In fact, according to The Washington Post, eight chairmen and subcommittee chairmen in the House have urged the Obama Administration to suspend any further implementation — government-wide — of pay-for-performance.  Additionally, a study conducted by the Government Accountability Office acknowledged that the “discretion [pay-for-performance] given to managers to set performance metrics and to pay employees accordingly means these systems lack transparency and accountability and could pose a disparate impact on minorities.”

Dr. Groopman and Dr. Hartzband, who are on staff of the Beth Israel Deaconess Medical Center in Boston and on the faculty of Harvard Medical School have an excellent editorial in today’s Wall Street Journal entitled, “Why Quality Care is Dangerous,” and they define quality as “clinical practice that conforms to consensus guidelines written by experts,” and then used by physicians as "quality metrics."  Medicare pilot projects at more than 260 hospitals have used quality measures to reward physicians and institutions that meet quality metrics since 2003.  Interestingly, these "pay-for-performance" incentive programs are now being adopted by many private insurers as well.  But there are also penalties for physicians who fail to comply with quality guidelines.

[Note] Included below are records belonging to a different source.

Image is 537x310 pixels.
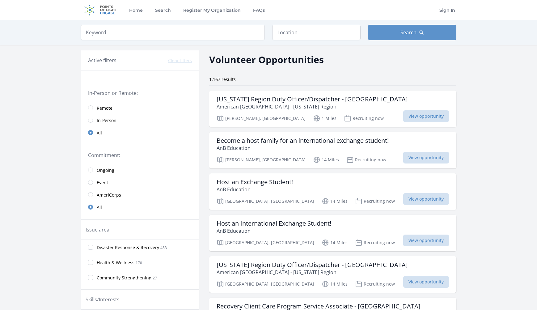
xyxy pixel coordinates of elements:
legend: Commitment: [88,151,192,159]
a: All [81,201,199,213]
a: In-Person [81,114,199,126]
span: View opportunity [403,152,449,163]
p: American [GEOGRAPHIC_DATA] - [US_STATE] Region [217,103,408,110]
p: AnB Education [217,227,331,235]
a: Host an International Exchange Student! AnB Education [GEOGRAPHIC_DATA], [GEOGRAPHIC_DATA] 14 Mil... [209,215,456,251]
input: Community Strengthening 27 [88,275,93,280]
button: Search [368,25,456,40]
a: All [81,126,199,139]
h3: [US_STATE] Region Duty Officer/Dispatcher - [GEOGRAPHIC_DATA] [217,261,408,269]
span: 1,167 results [209,76,236,82]
legend: Skills/Interests [86,296,120,303]
span: In-Person [97,117,117,124]
p: Recruiting now [355,239,395,246]
p: AnB Education [217,186,293,193]
span: View opportunity [403,110,449,122]
h2: Volunteer Opportunities [209,53,324,66]
span: View opportunity [403,193,449,205]
p: American [GEOGRAPHIC_DATA] - [US_STATE] Region [217,269,408,276]
p: 14 Miles [322,239,348,246]
span: Remote [97,105,112,111]
h3: Become a host family for an international exchange student! [217,137,389,144]
input: Location [272,25,361,40]
span: All [97,130,102,136]
legend: In-Person or Remote: [88,89,192,97]
p: Recruiting now [344,115,384,122]
p: Recruiting now [355,197,395,205]
span: View opportunity [403,276,449,288]
span: 483 [160,245,167,250]
h3: Host an Exchange Student! [217,178,293,186]
span: View opportunity [403,235,449,246]
span: AmeriCorps [97,192,121,198]
input: Disaster Response & Recovery 483 [88,245,93,250]
p: Recruiting now [346,156,386,163]
span: 170 [136,260,142,265]
h3: Active filters [88,57,117,64]
p: AnB Education [217,144,389,152]
h3: Recovery Client Care Program Service Associate - [GEOGRAPHIC_DATA] [217,303,421,310]
p: 14 Miles [322,197,348,205]
input: Health & Wellness 170 [88,260,93,265]
input: Keyword [81,25,265,40]
h3: [US_STATE] Region Duty Officer/Dispatcher - [GEOGRAPHIC_DATA] [217,95,408,103]
a: Host an Exchange Student! AnB Education [GEOGRAPHIC_DATA], [GEOGRAPHIC_DATA] 14 Miles Recruiting ... [209,173,456,210]
span: Community Strengthening [97,275,151,281]
a: [US_STATE] Region Duty Officer/Dispatcher - [GEOGRAPHIC_DATA] American [GEOGRAPHIC_DATA] - [US_ST... [209,91,456,127]
p: Recruiting now [355,280,395,288]
span: Ongoing [97,167,114,173]
a: AmeriCorps [81,189,199,201]
button: Clear filters [168,57,192,64]
p: 1 Miles [313,115,337,122]
span: Disaster Response & Recovery [97,244,159,251]
a: Event [81,176,199,189]
span: Event [97,180,108,186]
span: All [97,204,102,210]
a: Ongoing [81,164,199,176]
p: 14 Miles [322,280,348,288]
p: [GEOGRAPHIC_DATA], [GEOGRAPHIC_DATA] [217,280,314,288]
a: [US_STATE] Region Duty Officer/Dispatcher - [GEOGRAPHIC_DATA] American [GEOGRAPHIC_DATA] - [US_ST... [209,256,456,293]
p: [GEOGRAPHIC_DATA], [GEOGRAPHIC_DATA] [217,197,314,205]
span: Search [401,29,417,36]
a: Remote [81,102,199,114]
a: Become a host family for an international exchange student! AnB Education [PERSON_NAME], [GEOGRAP... [209,132,456,168]
h3: Host an International Exchange Student! [217,220,331,227]
span: 27 [153,275,157,281]
span: Health & Wellness [97,260,134,266]
p: [GEOGRAPHIC_DATA], [GEOGRAPHIC_DATA] [217,239,314,246]
p: [PERSON_NAME], [GEOGRAPHIC_DATA] [217,156,306,163]
p: 14 Miles [313,156,339,163]
p: [PERSON_NAME], [GEOGRAPHIC_DATA] [217,115,306,122]
legend: Issue area [86,226,109,233]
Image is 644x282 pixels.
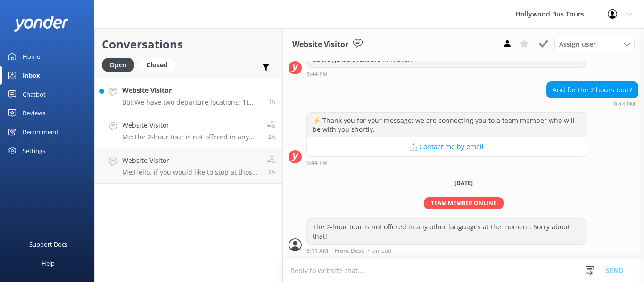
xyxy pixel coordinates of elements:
span: Team member online [424,197,504,209]
div: 09:44pm 13-Aug-2025 (UTC -07:00) America/Tijuana [546,101,639,108]
strong: 9:44 PM [614,102,635,108]
div: Help [42,254,55,273]
div: 09:44pm 13-Aug-2025 (UTC -07:00) America/Tijuana [307,70,587,77]
div: Assign User [554,37,635,52]
div: The 2-hour tour is not offered in any other languages at the moment. Sorry about that! [307,219,586,244]
a: Open [102,59,139,70]
a: Closed [139,59,180,70]
h2: Conversations [102,35,275,53]
a: Website VisitorMe:Hello, if you would like to stop at those three stops, suggest booking our full... [95,148,282,184]
div: Settings [22,141,45,160]
a: Website VisitorMe:The 2-hour tour is not offered in any other languages at the moment. Sorry abou... [95,113,282,148]
a: Website VisitorBot:We have two departure locations: 1) [STREET_ADDRESS] - Please check-in inside ... [95,78,282,113]
div: Home [22,47,40,66]
div: Support Docs [29,235,67,254]
div: Inbox [22,66,40,85]
div: Reviews [22,103,45,123]
p: Me: The 2-hour tour is not offered in any other languages at the moment. Sorry about that! [122,133,260,141]
div: And for the 2 hours tour? [547,82,638,98]
img: yonder-white-logo.png [14,15,68,31]
strong: 9:44 PM [307,160,328,166]
strong: 9:11 AM [307,248,328,254]
div: Closed [139,58,175,72]
div: Open [102,58,134,72]
div: 09:11am 14-Aug-2025 (UTC -07:00) America/Tijuana [307,247,587,254]
div: Recommend [22,123,59,141]
h4: Website Visitor [122,85,261,95]
textarea: To enrich screen reader interactions, please activate Accessibility in Grammarly extension settings [283,259,644,282]
p: Me: Hello, if you would like to stop at those three stops, suggest booking our full-day combo tou... [122,168,260,176]
h4: Website Visitor [122,156,260,166]
h3: Website Visitor [292,38,348,51]
div: Chatbot [22,85,46,103]
span: 09:09am 14-Aug-2025 (UTC -07:00) America/Tijuana [268,168,275,176]
strong: 9:44 PM [307,71,328,77]
div: ⚡ Thank you for your message; we are connecting you to a team member who will be with you shortly. [307,112,586,138]
button: 📩 Contact me by email [307,138,586,156]
span: [DATE] [449,179,479,187]
span: 09:43am 14-Aug-2025 (UTC -07:00) America/Tijuana [268,98,275,106]
span: Assign user [559,39,596,50]
p: Bot: We have two departure locations: 1) [STREET_ADDRESS] - Please check-in inside the [GEOGRAPHI... [122,98,261,107]
h4: Website Visitor [122,120,260,131]
span: Front Desk [335,248,364,254]
span: 09:11am 14-Aug-2025 (UTC -07:00) America/Tijuana [268,133,275,141]
span: • Unread [368,248,392,254]
div: 09:44pm 13-Aug-2025 (UTC -07:00) America/Tijuana [307,159,587,166]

In Massachusetts (where healthcare is basically universal), physicians who fail to comply with quality guidelines from certain state-based insurers are publicly discredited and their patients required to pay up to three times as much out of pocket to see them.  Some of the ramifications that accompany failing to meet quality measures include attending re-education sessions; hospitals being downgraded on their quality rating, thus risking financial loss; and uncertain status as faculty if seen as delivering low-quality care.

While quality improvement initiatives at first focused on patient safety and public health measures, “the federal government and private insurance regulators have turned clinical guidelines for complex diseases into iron-clad rules, to deleterious effect,” according to Doctors Groopman and Hartzband.  Furthermore, an analysis of the Medicare pay-for-performance for specific procedures, published in the most recent March/April issue of Health Affairs, showed that conforming to, or deviating from, expert quality metrics had no relationship to the actual complications or clinical outcomes of the patients.

As a result, doctors are refusing to see complicated cases and chronically ill patients, because of the impact it will have on their quality rating for all types of procedures, including cardiology.  Accordingly, while many doctors call for more flexibility in applying evidence from clinical trials, doctors need to be able to treat individual patients with whatever quality of care they determine for that specific case, without worrying about standards that do not apply evenly to every individual.

Patients are not ingredients in a cookbook and not all medicine works the same in everyone.  Policy makers need to think long and hard about what quality actually means.